Cotton-specific influences this week included an unsurprising and slightly lowered (relative to March 31) forecast of U.S. cotton plantings from USDA.  The weather continued unseasonably hot over Texas.  The excess rains of the preceding month likely had mixed effects in northwestern Texas, now combined with wind and heat.  The statewide regional summaries (click here and scroll down) generally reflect the transition to hot conditions.  The resulting production uncertainty is clouding the U.S. cotton supply/demand and market outcomes.

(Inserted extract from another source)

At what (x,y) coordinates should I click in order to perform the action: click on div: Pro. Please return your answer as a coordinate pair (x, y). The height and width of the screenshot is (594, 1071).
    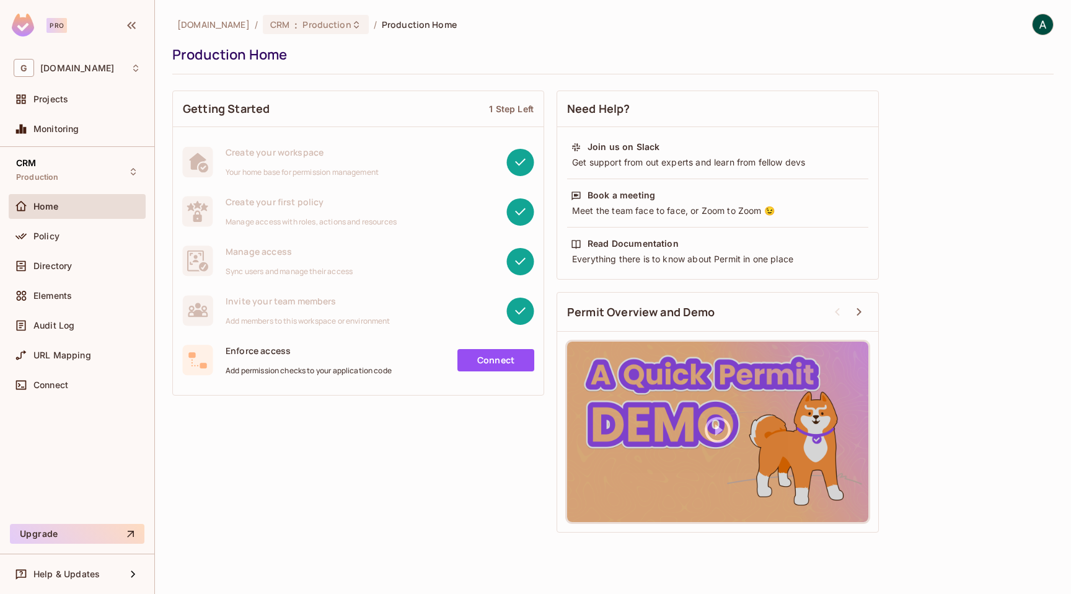
    Looking at the image, I should click on (56, 25).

On the other side of the world, the southwest monsoon appears to have caught up from it’s previously delayed progress over the Indian subcontinent.  U.S. export sales were seasonally decent but actual export shipments remained below the needed weekly average pace.  Of course, hypothetically, the pattern of cotton sales and shipments can be “lumpy” if major buyers like China step in with large, late-breaking purchases.  Meanwhile, USDA’s weekly summary of the U.S. regional markets continued to reflect mixed spot physical trading activity and very light to moderate demand, across the U.S. regions.  Macro influences (i.e., GDP, inflation, and interest rate policy) remain a potential headwind to longer term cotton demand.

ICE cotton futures open interest trended higher across the week, while futures settlements appeared to bottom and then trend upward.  For the second week in a row,  the regular weekly snapshot of speculative positioning (through Tuesday, June 27) reflected short positioning with  from 9,445 new hedge fund shorts, week over week.  This was slightly offset by 280 new hedge fund longs.  But it was reinforced by the index fund net long position shrinking by 1,203 contracts, week over week.

For more details and data on Old Crop and New Crop fundamentals, plus other near term influences, follow these links (or the drop-down menus above) to those sub-pages.